Much of the film’s success hinges on Farrell’s performance, which is both enormously winning and deceptively complex. Pádraic is, by all appearances, a genuinely good fellow; he’s well liked on the island (save for perhaps that awful local constable) and even keeps up a friendship of sorts with the village idiot (the latest in a string of vaguely menacing jackasses deftly played by Barry Keoghan). He simply can’t seem to wrap his head around anyone disliking him– much less his best friend in the world– and his uncomprehending denial is simultaneously hilarious, tragic, and altogether relatable. In a lesser actor’s hands, Pádraic could have tipped too far into either broad comedy or maudlin pathos; in Farrell’s, he’s one of the most indelible characters of the year.

Brendan Gleeson in the film THE BANSHEES OF INISHERIN. Photo Courtesy of Searchlight Pictures. © 2022 20th Century Studios All Rights Reserved
Which makes it all the more tragic that Colm isn’t wrong, really.
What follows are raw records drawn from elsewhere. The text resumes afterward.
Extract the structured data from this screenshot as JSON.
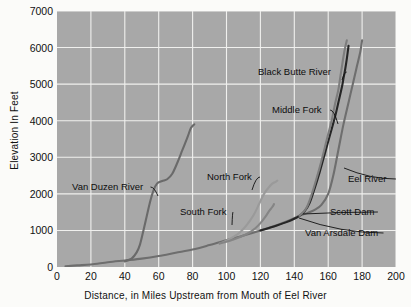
{
  "chart_data": {
    "type": "line",
    "title": "",
    "xlabel": "Distance, in Miles Upstream from Mouth of Eel River",
    "ylabel": "Elevation In Feet",
    "xlim": [
      0,
      200
    ],
    "ylim": [
      0,
      7000
    ],
    "xticks": [
      0,
      20,
      40,
      60,
      80,
      100,
      120,
      140,
      160,
      180,
      200
    ],
    "yticks": [
      0,
      1000,
      2000,
      3000,
      4000,
      5000,
      6000,
      7000
    ],
    "grid": true,
    "legend": "none (inline annotations with leader lines)",
    "plot_background": "#a8a8a8",
    "gridline_color": "#f0f0ee",
    "series": [
      {
        "name": "Eel River",
        "color": "#6e6e6e",
        "points": [
          [
            5,
            20
          ],
          [
            12,
            45
          ],
          [
            20,
            70
          ],
          [
            30,
            130
          ],
          [
            40,
            180
          ],
          [
            50,
            230
          ],
          [
            60,
            300
          ],
          [
            70,
            390
          ],
          [
            80,
            480
          ],
          [
            90,
            600
          ],
          [
            100,
            730
          ],
          [
            110,
            860
          ],
          [
            120,
            1000
          ],
          [
            130,
            1150
          ],
          [
            138,
            1290
          ],
          [
            143,
            1400
          ],
          [
            148,
            1480
          ],
          [
            152,
            1560
          ],
          [
            156,
            1700
          ],
          [
            160,
            2000
          ],
          [
            163,
            2500
          ],
          [
            166,
            3200
          ],
          [
            169,
            3900
          ],
          [
            172,
            4500
          ],
          [
            175,
            5100
          ],
          [
            177,
            5500
          ],
          [
            179,
            5900
          ],
          [
            180,
            6200
          ]
        ]
      },
      {
        "name": "Van Duzen River",
        "color": "#6a6a6a",
        "points": [
          [
            40,
            150
          ],
          [
            44,
            230
          ],
          [
            47,
            400
          ],
          [
            49,
            620
          ],
          [
            51,
            1000
          ],
          [
            53,
            1400
          ],
          [
            55,
            1800
          ],
          [
            57,
            2100
          ],
          [
            59,
            2280
          ],
          [
            62,
            2350
          ],
          [
            65,
            2400
          ],
          [
            68,
            2550
          ],
          [
            71,
            2850
          ],
          [
            74,
            3200
          ],
          [
            77,
            3550
          ],
          [
            79,
            3800
          ],
          [
            81,
            3900
          ]
        ]
      },
      {
        "name": "North Fork",
        "color": "#9a9a9a",
        "points": [
          [
            96,
            640
          ],
          [
            100,
            720
          ],
          [
            104,
            820
          ],
          [
            108,
            950
          ],
          [
            112,
            1150
          ],
          [
            116,
            1420
          ],
          [
            119,
            1700
          ],
          [
            121,
            1900
          ],
          [
            123,
            2060
          ],
          [
            125,
            2180
          ],
          [
            127,
            2280
          ],
          [
            129,
            2330
          ],
          [
            130,
            2360
          ]
        ]
      },
      {
        "name": "South Fork",
        "color": "#858585",
        "points": [
          [
            96,
            640
          ],
          [
            102,
            720
          ],
          [
            108,
            820
          ],
          [
            113,
            930
          ],
          [
            117,
            1060
          ],
          [
            120,
            1200
          ],
          [
            123,
            1380
          ],
          [
            125,
            1520
          ],
          [
            127,
            1640
          ],
          [
            128,
            1720
          ]
        ]
      },
      {
        "name": "Middle Fork",
        "color": "#262626",
        "points": [
          [
            120,
            1000
          ],
          [
            128,
            1110
          ],
          [
            135,
            1220
          ],
          [
            140,
            1320
          ],
          [
            143,
            1400
          ],
          [
            146,
            1520
          ],
          [
            149,
            1750
          ],
          [
            152,
            2150
          ],
          [
            155,
            2600
          ],
          [
            158,
            3100
          ],
          [
            161,
            3600
          ],
          [
            164,
            4100
          ],
          [
            166,
            4500
          ],
          [
            168,
            4900
          ],
          [
            169,
            5150
          ],
          [
            170,
            5400
          ],
          [
            171,
            5700
          ],
          [
            172,
            6050
          ]
        ]
      },
      {
        "name": "Black Butte River",
        "color": "#7d7d7d",
        "points": [
          [
            143,
            1400
          ],
          [
            147,
            1600
          ],
          [
            150,
            1950
          ],
          [
            153,
            2400
          ],
          [
            156,
            2900
          ],
          [
            159,
            3450
          ],
          [
            162,
            4000
          ],
          [
            164,
            4450
          ],
          [
            166,
            4850
          ],
          [
            167,
            5150
          ],
          [
            168,
            5450
          ],
          [
            169,
            5750
          ],
          [
            170,
            6000
          ],
          [
            171,
            6200
          ]
        ]
      }
    ],
    "annotations": [
      {
        "label": "Van Duzen River",
        "x": 72,
        "y": 182,
        "leader_to": [
          158,
          196
        ]
      },
      {
        "label": "North Fork",
        "x": 207,
        "y": 172,
        "leader_to": [
          252,
          190
        ]
      },
      {
        "label": "South Fork",
        "x": 180,
        "y": 207,
        "leader_to": [
          232,
          225
        ]
      },
      {
        "label": "Black Butte River",
        "x": 258,
        "y": 67,
        "leader_to": [
          342,
          80
        ]
      },
      {
        "label": "Middle Fork",
        "x": 272,
        "y": 105,
        "leader_to": [
          338,
          124
        ]
      },
      {
        "label": "Eel River",
        "x": 348,
        "y": 174,
        "leader_to": [
          344,
          168
        ]
      },
      {
        "label": "Scott Dam",
        "x": 330,
        "y": 207,
        "leader_to": [
          303,
          214
        ]
      },
      {
        "label": "Van Arsdale Dam",
        "x": 305,
        "y": 228,
        "leader_to": [
          299,
          218
        ]
      }
    ]
  }
}
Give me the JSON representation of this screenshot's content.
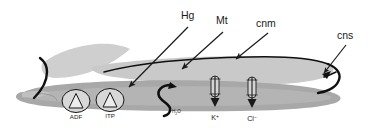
{
  "figure": {
    "name": "epithelial-transport-diagram",
    "callouts": [
      {
        "id": "hg",
        "label": "Hg",
        "x": 186,
        "y": 17
      },
      {
        "id": "mt",
        "label": "Mt",
        "x": 222,
        "y": 22
      },
      {
        "id": "cnm",
        "label": "cnm",
        "x": 267,
        "y": 25
      },
      {
        "id": "cns",
        "label": "cns",
        "x": 343,
        "y": 37
      }
    ],
    "pumps": [
      {
        "id": "adf",
        "label": "ADF",
        "cx": 76,
        "cy": 101
      },
      {
        "id": "itp",
        "label": "ITP",
        "cx": 110,
        "cy": 100
      }
    ],
    "channels": [
      {
        "id": "k",
        "label": "K",
        "superscript": "+",
        "x": 215,
        "y": 92
      },
      {
        "id": "cl",
        "label": "Cl",
        "superscript": "−",
        "x": 252,
        "y": 92
      }
    ],
    "water": {
      "label": "H",
      "subscript": "2",
      "label_tail": "O",
      "x": 178,
      "y": 112
    },
    "colors": {
      "band_light": "#c9c9c9",
      "band_mid": "#bdbdbd",
      "band_dark": "#a8a8a8",
      "flap": "#cfcfcf",
      "ink": "#101010",
      "leader": "#2b2b2b",
      "background": "#ffffff"
    }
  }
}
Colm, at least at the point in his life that we meet him, is a nasty old shit– that much is not debatable. But who can’t relate to wanting to be left alone to work on their passions, especially paired with the realization that one has only a finite amount of time to waste away at the pub? It’s a stupidly simple schism to which there is seemingly no resolution, with Colm’s reasonable requests for solitude at absolute loggerheads with Pádraic’s equally reasonable defenses of “good, normal chattin’.” Of course, the Irish are no strangers to these sorts of irresolvable troubles (pun intended); the film takes place in 1923, and the characters can occasionally see the explosions of the Irish Civil War flare up on the mainland. It’s a canny metaphor which only threatens to become overly obvious in the film’s final moments (when Pádraic spells it out in an uncharacteristic bit of unsubtlety). It’s a heartbreaking split because both sides are nominally reasonable– at least until self-mutilation enters the picture.
The Banshees of Inisherin could have been an almost unwatchably bleak film; it could also have been unbearably cutesy-poo. As always, McDonagh deftly weaves between the two poles, keeping both the comedy and the tragedy in sharp focus through each and every scene. What it is, ultimately, is a film about toxic masculinity, and the ludicrous extremes men will go to to navigate feelings they don’t understand. This year has seen plenty of more plainly topical films (with more on the horizon), but despite its very specific time, place, and circumstances, its story feels universal. Men will always goad each other into pig-headed arguments; god willing, few will end in voluntary de-digitization.

Good take on Irish inner woven culture example :humor and tough exteriors.Was crackin up during the preview as the banter between our 2 main characters who are honest with each other which is refreshing. Plan to see this gem ASAP.